Modern European Architecture
Expressionist architecture was an architectural movement that developed in Europe during the first decades of the twentieth century in parallel with the expressionist visual and performing arts. The term "Expressionist architecture" initially described the activity of the German, Dutch, Austrian, Czech, and Danish avant-garde from 1910 until 1930. Subsequent redefinitions extended the term backwards to 1905 and also widened it to encompass the rest of Europe.
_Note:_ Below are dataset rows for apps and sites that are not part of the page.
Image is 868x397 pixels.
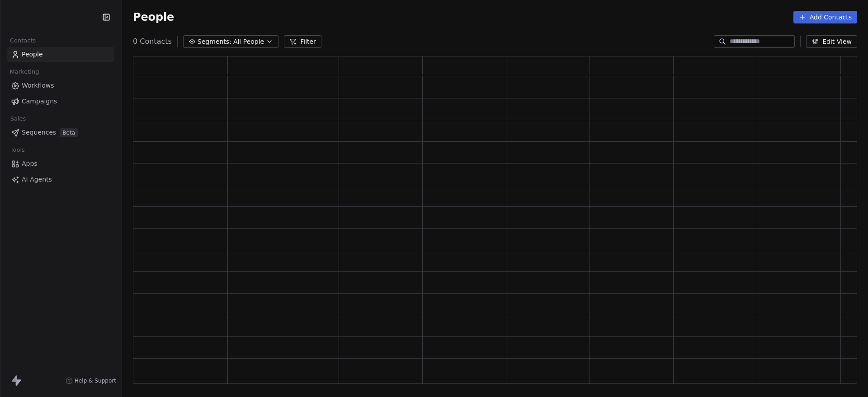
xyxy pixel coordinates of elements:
a: SequencesBeta [8,126,114,140]
span: Help & Support [74,377,116,385]
button: Edit View [806,35,857,48]
a: Campaigns [8,94,114,109]
a: Apps [8,156,114,171]
a: Help & Support [66,377,116,385]
span: Marketing [6,65,43,79]
span: People [133,10,174,24]
a: AI Agents [8,172,114,188]
span: Tools [7,144,29,157]
span: Apps [22,159,37,169]
span: 0 Contacts [133,36,171,47]
span: Workflows [22,81,54,90]
span: AI Agents [22,175,52,185]
a: People [8,47,114,62]
a: Workflows [8,78,114,93]
span: Contacts [6,34,40,48]
button: Add Contacts [793,10,857,24]
span: People [22,50,43,59]
span: Campaigns [22,97,57,107]
span: All People [233,37,264,47]
span: Sales [7,112,30,126]
span: Segments: [197,37,231,47]
button: Filter [284,35,322,48]
span: Sequences [22,128,56,137]
span: Beta [60,129,78,137]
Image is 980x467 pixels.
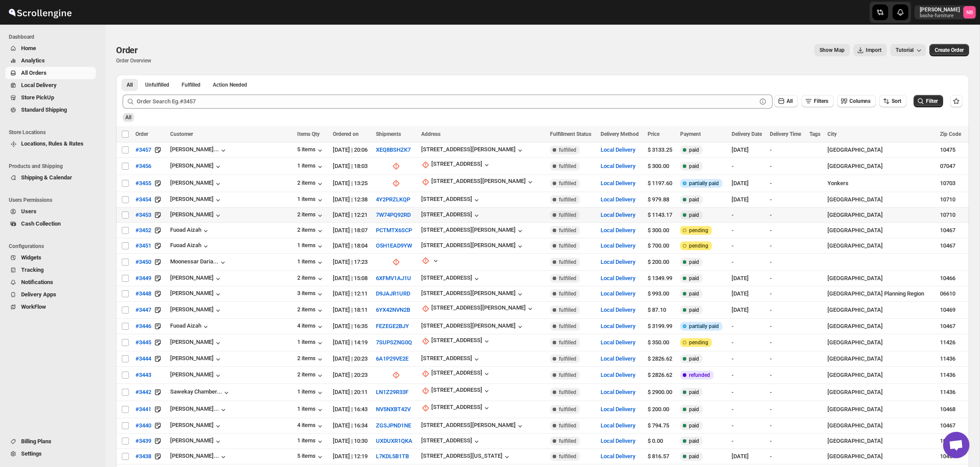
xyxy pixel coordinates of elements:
[827,162,935,171] div: [GEOGRAPHIC_DATA]
[170,242,210,251] button: Fuoad Aizah
[135,146,151,154] span: #3457
[170,146,219,153] div: [PERSON_NAME]...
[130,403,156,416] button: #3441
[170,146,228,155] button: [PERSON_NAME]...
[130,272,156,285] button: #3449
[130,434,156,448] button: #3439
[929,44,969,56] button: Create custom order
[170,180,222,188] button: [PERSON_NAME]
[376,306,410,314] button: 6YX42NVN2B
[601,131,639,138] span: Delivery Method
[376,275,411,282] button: 6XFMV1AJ1U
[297,162,324,171] div: 1 items
[213,81,247,88] span: Action Needed
[297,371,324,380] button: 2 items
[376,290,410,297] button: D9JAJR1URD
[297,227,324,235] div: 2 items
[21,266,43,273] span: Tracking
[431,304,526,314] div: [STREET_ADDRESS][PERSON_NAME]
[895,47,913,54] span: Tutorial
[333,162,371,171] div: [DATE] | 18:03
[170,405,228,414] button: [PERSON_NAME]...
[135,258,151,266] span: #3450
[5,206,96,218] button: Users
[297,437,324,446] button: 1 items
[21,82,56,88] span: Local Delivery
[130,352,156,366] button: #3444
[601,453,635,460] button: Local Delivery
[376,146,410,153] button: XEQ8BSHZK7
[376,453,409,460] button: L7KDL5B1TB
[421,322,516,329] div: [STREET_ADDRESS][PERSON_NAME]
[926,98,938,104] span: Filter
[116,57,151,64] p: Order Overview
[732,162,765,171] div: -
[170,274,222,283] button: [PERSON_NAME]
[853,44,887,56] button: Import
[135,322,151,331] span: #3446
[601,290,635,297] button: Local Delivery
[135,162,151,171] span: #3456
[21,438,51,445] span: Billing Plans
[601,227,635,234] button: Local Delivery
[135,179,151,188] span: #3455
[137,95,757,109] input: Order Search Eg.#3457
[421,242,516,248] div: [STREET_ADDRESS][PERSON_NAME]
[601,339,635,345] button: Local Delivery
[421,422,525,431] button: [STREET_ADDRESS][PERSON_NAME]
[170,422,222,431] div: [PERSON_NAME]
[125,114,132,120] span: All
[130,239,156,253] button: #3451
[601,323,635,329] button: Local Delivery
[170,355,222,363] div: [PERSON_NAME]
[421,437,472,444] div: [STREET_ADDRESS]
[297,306,324,315] button: 2 items
[170,405,219,412] div: [PERSON_NAME]...
[297,322,324,331] div: 4 items
[421,322,525,331] button: [STREET_ADDRESS][PERSON_NAME]
[135,131,148,138] span: Order
[297,146,324,155] div: 5 items
[333,131,359,138] span: Ordered on
[170,339,222,348] button: [PERSON_NAME]
[333,179,371,188] div: [DATE] | 13:25
[208,79,253,91] button: ActionNeeded
[130,319,156,333] button: #3446
[732,179,765,188] div: [DATE]
[550,131,591,138] span: Fulfillment Status
[9,163,99,169] span: Products and Shipping
[170,195,222,204] div: [PERSON_NAME]
[130,177,156,190] button: #3455
[421,422,516,429] div: [STREET_ADDRESS][PERSON_NAME]
[5,42,96,54] button: Home
[135,371,151,379] span: #3443
[601,243,635,249] button: Local Delivery
[130,224,156,237] button: #3452
[5,251,96,264] button: Widgets
[135,195,151,204] span: #3454
[297,258,324,267] button: 1 items
[732,146,765,154] div: [DATE]
[5,301,96,314] button: WorkFlow
[135,226,151,235] span: #3452
[431,337,482,345] div: [STREET_ADDRESS]
[421,211,472,218] div: [STREET_ADDRESS]
[333,146,371,154] div: [DATE] | 20:06
[431,369,482,378] div: [STREET_ADDRESS]
[837,95,876,107] button: Columns
[732,131,762,138] span: Delivery Date
[170,453,228,461] button: [PERSON_NAME]...
[5,54,96,67] button: Analytics
[130,368,156,382] button: #3443
[5,218,96,230] button: Cash Collection
[170,227,210,235] div: Fuoad Aizah
[421,131,441,138] span: Address
[376,196,410,203] button: 4Y2PRZLKQP
[9,129,99,136] span: Store Locations
[421,355,481,363] button: [STREET_ADDRESS]
[559,146,576,153] span: fulfilled
[421,227,516,233] div: [STREET_ADDRESS][PERSON_NAME]
[21,70,46,76] span: All Orders
[421,453,512,461] button: [STREET_ADDRESS][US_STATE]
[21,279,54,285] span: Notifications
Today the meaning has broadened even further to refer to architecture of any date or location that exhibits some of the qualities of the original movement such as: distortion, fragmentation, or the communication of violent or over-stressed emotion.
The style was characterized by an early-modernist adoption of novel materials, formal innovation, and very unusual massing—sometimes inspired by natural biomorphic forms and sometimes by the new technical possibilities offered by the mass production of brick, steel, and glass. Many expressionist architects fought in World War I and their experiences, combined with the political turmoil and social upheaval that followed the German Revolution of 1919, resulted in a Utopian outlook and a romantic socialist agenda. Hence, ephemeral exhibition buildings were numerous and highly significant during this period. Likewise, scenography for theater and films provided another outlet for the expressionist imagination, and provided supplemental incomes for designers attempting to challenge conventions in a harsh economic climate.
Expressionist architecture was individualistic and in many ways eschewed aesthetic dogma. While the movement was very broad, some points can be found as recurring in works of Expressionist architecture, and are evident in some degree in each of its works:
- Distortion of form for an emotional effect
- Subordination of realism to symbolic or stylistic expression of inner experience
- An underlying effort at achieving the new, original, and visionary
- Profusion of works on paper, and models, with discovery and representations of concepts more important than pragmatic finished products
- Often hybrid solutions, irreducible to a single concept
- Themes of natural romantic phenomena, such as caves, mountains, lightning, crystal and rock formations
- Utilizes creative potential of artisan craftsmanship
- Tendency more towards the gothic than the classical
- Draws as much from Moorish, Islamic, Egyptian, and Indian art and architecture as from Roman or Greek
- Conception of architecture as a work of art
Form also played a defining role in setting apart expressionist architecture from its immediate predecessor, art nouveau, or Jugendstil. While art nouveau had an organic freedom with ornament, expressionist architecture strove to free the form of the whole building instead of just its parts. An example of a built expressionist project that is formally inventive is Erich Mendelsohn's Einstein Tower . This sculpted building shows a relativistic and shifting view of geometry: devoid of applied ornament, form and space are shaped in fluid concrete to express concepts of the architect and the building's namesake.
Einstein's Tower
Einstein Tower in Potsdam, Germany, 1919-1922 (Erich Mendelsohn). In Mendelsohn's design, form and space are shaped in fluid concrete and devoid of applied ornament.
Expressionist architecture utilized curved geometries and a recurring form in the movement is the dome. Another expressionist motif was the emphasis on either horizontality or verticality for dramatic effect, which was influenced by new technologies like cruise liners and skyscrapers .
"Skyscraper Project"
Ludwig Mies van der Rohe's Friedrichstrasse Skyscraper Project, Berlin-Mitte, Germany, 1921.